Serve a Directory with Node.js

By  on  

As I mentioned in Serve a Directory with Python, sometimes you need a directory to be "served" instead of loading the file:// location within your browser.  In the past I would mess around with MAMPStack and swapping out httpdocs directories, but there are better tools these days.

If you prefer to use Node.js instead of Python, you can use the http-server package:

# Install via shell
npm install http-server -g

# Serve a directory
http-server

# Serve a directory at a specified port
http-server -p 2020

Check out the http-server NPM page to check out specific options, but I wanted to highlight how easy it can be to serve a directory with Node.js.  And for JavaScript lovers like me...Node.js is the way to go.

Recent Features

  • By
    5 More HTML5 APIs You Didn’t Know Existed

    The HTML5 revolution has provided us some awesome JavaScript and HTML APIs.  Some are APIs we knew we've needed for years, others are cutting edge mobile and desktop helpers.  Regardless of API strength or purpose, anything to help us better do our job is a...

  • By
    CSS Gradients

    With CSS border-radius, I showed you how CSS can bridge the gap between design and development by adding rounded corners to elements.  CSS gradients are another step in that direction.  Now that CSS gradients are supported in Internet Explorer 8+, Firefox, Safari, and Chrome...

Incredible Demos

  • By
    CSS Vertical Centering

    Front-end developing is beautiful, and it's getting prettier by the day. Nowadays we got so many concepts, methodologies, good practices and whatnot to make our work stand out from the rest. Javascript (along with its countless third party libraries) and CSS have grown so big, helping...

  • By
    MooTools Equal Heights Plugin:  Equalizer

    Keeping equal heights between elements within the same container can be hugely important for the sake of a pretty page. Unfortunately sometimes keeping columns the same height can't be done with CSS -- you need a little help from your JavaScript friends. Well...now you're...

Discussion

    Wrap your code in <pre class="{language}"></pre> tags, link to a GitHub gist, JSFiddle fiddle, or CodePen pen to embed!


● Task requirements
Lift out all lines below that contain "plot".

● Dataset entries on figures
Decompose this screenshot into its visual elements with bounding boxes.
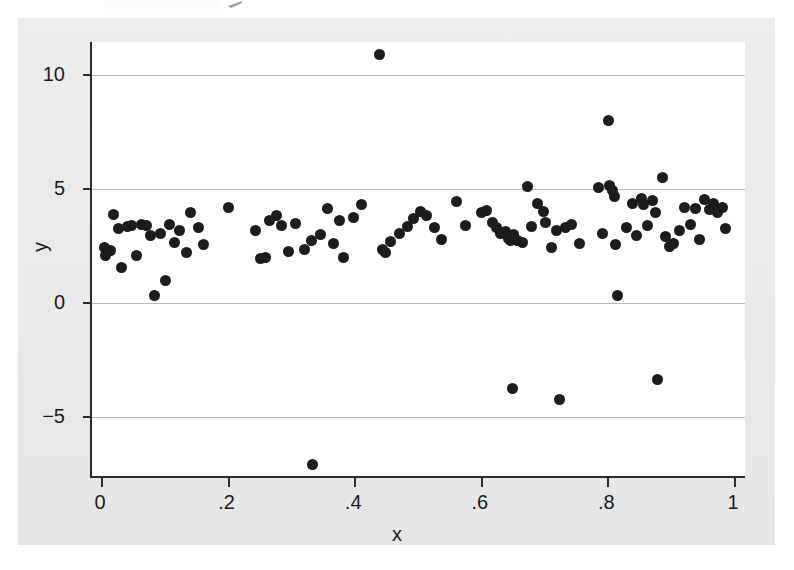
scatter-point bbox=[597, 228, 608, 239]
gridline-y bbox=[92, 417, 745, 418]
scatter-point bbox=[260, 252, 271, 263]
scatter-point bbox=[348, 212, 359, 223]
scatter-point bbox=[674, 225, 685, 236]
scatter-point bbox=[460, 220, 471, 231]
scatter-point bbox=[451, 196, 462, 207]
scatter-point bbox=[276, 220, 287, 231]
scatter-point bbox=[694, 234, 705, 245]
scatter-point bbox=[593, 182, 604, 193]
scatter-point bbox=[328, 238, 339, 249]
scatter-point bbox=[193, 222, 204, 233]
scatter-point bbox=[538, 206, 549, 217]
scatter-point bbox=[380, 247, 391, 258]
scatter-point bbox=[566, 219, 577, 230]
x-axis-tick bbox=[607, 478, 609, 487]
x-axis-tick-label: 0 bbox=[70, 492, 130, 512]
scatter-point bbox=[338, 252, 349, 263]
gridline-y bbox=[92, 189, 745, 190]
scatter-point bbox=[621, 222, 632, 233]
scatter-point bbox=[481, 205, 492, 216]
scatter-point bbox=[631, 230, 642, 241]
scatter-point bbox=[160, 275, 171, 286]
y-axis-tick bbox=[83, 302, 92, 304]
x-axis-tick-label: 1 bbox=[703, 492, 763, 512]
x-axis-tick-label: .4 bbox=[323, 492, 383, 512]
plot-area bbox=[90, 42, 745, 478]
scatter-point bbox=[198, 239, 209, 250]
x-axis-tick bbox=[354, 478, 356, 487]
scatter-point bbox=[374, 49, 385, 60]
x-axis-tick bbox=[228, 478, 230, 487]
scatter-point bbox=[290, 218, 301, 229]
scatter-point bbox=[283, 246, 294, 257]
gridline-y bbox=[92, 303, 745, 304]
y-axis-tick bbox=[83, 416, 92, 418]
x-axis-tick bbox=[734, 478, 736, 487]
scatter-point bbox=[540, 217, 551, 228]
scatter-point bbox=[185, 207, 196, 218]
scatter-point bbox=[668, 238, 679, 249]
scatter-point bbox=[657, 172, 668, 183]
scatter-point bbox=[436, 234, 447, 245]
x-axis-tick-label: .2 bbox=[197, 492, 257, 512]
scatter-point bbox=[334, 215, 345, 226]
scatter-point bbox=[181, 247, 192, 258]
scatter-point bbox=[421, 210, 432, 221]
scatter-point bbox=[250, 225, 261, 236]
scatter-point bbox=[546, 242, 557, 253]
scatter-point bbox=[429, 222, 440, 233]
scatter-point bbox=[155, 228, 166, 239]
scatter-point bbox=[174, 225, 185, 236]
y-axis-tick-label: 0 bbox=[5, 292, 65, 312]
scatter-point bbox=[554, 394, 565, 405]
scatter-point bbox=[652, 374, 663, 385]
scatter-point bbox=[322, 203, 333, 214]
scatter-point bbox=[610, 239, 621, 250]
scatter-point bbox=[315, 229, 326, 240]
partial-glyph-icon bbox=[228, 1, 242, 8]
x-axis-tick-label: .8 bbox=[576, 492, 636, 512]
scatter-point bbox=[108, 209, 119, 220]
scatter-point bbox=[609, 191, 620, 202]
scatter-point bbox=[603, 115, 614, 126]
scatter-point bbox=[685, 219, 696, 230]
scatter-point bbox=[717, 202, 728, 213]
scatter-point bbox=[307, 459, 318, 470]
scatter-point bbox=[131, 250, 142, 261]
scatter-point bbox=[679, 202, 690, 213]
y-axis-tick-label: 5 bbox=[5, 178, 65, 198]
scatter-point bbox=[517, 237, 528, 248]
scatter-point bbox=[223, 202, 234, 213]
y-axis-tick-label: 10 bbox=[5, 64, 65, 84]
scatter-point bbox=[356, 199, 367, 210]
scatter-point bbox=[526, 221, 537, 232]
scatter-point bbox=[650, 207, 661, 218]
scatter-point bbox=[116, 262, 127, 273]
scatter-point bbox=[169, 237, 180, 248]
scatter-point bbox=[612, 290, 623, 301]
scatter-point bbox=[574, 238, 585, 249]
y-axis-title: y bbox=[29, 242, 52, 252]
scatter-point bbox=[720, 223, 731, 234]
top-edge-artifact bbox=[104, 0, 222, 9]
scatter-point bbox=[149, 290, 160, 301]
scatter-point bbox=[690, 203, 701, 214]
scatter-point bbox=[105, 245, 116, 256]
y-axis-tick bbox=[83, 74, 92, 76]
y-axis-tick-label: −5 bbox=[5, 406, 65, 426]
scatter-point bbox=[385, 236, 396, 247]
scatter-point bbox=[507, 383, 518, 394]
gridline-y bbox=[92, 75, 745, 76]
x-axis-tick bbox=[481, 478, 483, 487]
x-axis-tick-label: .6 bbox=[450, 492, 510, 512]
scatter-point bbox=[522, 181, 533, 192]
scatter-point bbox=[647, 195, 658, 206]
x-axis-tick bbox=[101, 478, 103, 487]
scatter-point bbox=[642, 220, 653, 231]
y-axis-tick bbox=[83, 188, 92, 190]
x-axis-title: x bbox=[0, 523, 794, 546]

==

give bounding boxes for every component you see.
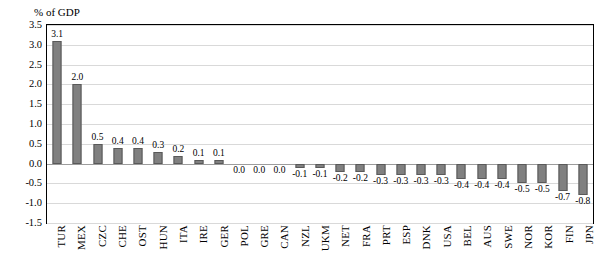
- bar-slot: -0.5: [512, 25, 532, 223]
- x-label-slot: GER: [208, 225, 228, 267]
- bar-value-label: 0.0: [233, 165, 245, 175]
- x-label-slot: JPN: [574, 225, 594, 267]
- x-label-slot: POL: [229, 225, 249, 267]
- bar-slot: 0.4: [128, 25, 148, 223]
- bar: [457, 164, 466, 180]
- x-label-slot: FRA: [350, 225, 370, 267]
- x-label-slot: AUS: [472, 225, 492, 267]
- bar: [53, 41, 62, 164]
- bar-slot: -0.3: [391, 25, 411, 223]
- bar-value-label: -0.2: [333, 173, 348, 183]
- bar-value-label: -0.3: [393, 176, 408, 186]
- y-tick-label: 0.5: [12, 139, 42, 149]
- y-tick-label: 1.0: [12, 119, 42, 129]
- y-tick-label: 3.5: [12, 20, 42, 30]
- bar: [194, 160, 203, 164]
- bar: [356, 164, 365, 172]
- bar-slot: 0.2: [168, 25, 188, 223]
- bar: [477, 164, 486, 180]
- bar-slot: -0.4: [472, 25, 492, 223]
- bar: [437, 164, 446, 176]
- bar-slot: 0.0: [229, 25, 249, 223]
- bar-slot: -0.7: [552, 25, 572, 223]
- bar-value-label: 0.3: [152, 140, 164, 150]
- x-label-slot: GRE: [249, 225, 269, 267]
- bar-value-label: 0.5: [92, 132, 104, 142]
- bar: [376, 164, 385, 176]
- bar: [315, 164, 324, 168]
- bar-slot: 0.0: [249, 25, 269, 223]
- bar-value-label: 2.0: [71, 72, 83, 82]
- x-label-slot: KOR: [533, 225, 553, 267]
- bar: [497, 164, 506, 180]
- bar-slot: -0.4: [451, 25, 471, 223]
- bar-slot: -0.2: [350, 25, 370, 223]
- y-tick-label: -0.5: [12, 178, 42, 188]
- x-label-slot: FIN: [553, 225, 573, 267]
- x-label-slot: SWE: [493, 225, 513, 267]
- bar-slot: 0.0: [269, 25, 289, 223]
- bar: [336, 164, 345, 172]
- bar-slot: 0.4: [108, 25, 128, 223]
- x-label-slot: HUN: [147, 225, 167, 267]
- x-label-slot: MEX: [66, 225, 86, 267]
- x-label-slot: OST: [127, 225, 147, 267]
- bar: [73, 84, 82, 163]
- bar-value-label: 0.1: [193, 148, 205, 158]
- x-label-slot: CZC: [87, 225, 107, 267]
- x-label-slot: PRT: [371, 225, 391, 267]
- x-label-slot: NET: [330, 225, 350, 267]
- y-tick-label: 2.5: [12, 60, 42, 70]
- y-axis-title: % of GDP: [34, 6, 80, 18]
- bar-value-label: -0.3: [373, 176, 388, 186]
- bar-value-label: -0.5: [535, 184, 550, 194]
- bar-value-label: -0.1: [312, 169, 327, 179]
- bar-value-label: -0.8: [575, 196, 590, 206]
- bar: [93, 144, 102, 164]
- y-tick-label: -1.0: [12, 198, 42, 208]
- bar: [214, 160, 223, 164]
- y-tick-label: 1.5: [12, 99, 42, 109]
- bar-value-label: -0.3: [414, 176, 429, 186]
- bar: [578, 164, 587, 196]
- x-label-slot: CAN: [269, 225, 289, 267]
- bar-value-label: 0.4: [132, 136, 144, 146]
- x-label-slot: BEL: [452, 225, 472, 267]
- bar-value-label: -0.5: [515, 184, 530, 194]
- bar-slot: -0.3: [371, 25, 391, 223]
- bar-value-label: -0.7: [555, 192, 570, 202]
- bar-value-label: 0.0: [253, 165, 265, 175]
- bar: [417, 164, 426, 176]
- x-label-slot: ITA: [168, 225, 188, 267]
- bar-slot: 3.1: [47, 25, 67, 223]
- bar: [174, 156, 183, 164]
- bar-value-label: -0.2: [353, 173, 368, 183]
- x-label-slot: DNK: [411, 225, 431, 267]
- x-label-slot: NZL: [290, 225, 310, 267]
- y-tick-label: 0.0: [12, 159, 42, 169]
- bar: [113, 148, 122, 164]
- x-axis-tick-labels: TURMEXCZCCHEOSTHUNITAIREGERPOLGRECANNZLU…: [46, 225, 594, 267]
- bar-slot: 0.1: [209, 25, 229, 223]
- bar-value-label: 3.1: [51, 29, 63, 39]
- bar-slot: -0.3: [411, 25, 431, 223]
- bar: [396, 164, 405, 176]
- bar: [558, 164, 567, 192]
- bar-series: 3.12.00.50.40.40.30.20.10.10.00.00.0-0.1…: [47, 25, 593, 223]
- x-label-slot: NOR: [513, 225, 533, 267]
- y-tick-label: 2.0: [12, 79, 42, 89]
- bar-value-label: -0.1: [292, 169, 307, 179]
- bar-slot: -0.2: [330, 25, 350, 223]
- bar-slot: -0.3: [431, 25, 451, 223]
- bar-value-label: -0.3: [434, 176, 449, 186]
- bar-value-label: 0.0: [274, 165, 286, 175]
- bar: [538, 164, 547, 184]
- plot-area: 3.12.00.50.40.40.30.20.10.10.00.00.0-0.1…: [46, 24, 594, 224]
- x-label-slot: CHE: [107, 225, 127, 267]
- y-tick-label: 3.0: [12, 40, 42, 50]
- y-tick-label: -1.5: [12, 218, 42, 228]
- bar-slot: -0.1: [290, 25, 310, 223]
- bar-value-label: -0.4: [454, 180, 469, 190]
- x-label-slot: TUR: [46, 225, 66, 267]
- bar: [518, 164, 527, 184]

● Answer space
plot-area bbox=[90, 42, 745, 478]
- plot-area: 3.12.00.50.40.40.30.20.10.10.00.00.0-0.1…: [46, 24, 594, 224]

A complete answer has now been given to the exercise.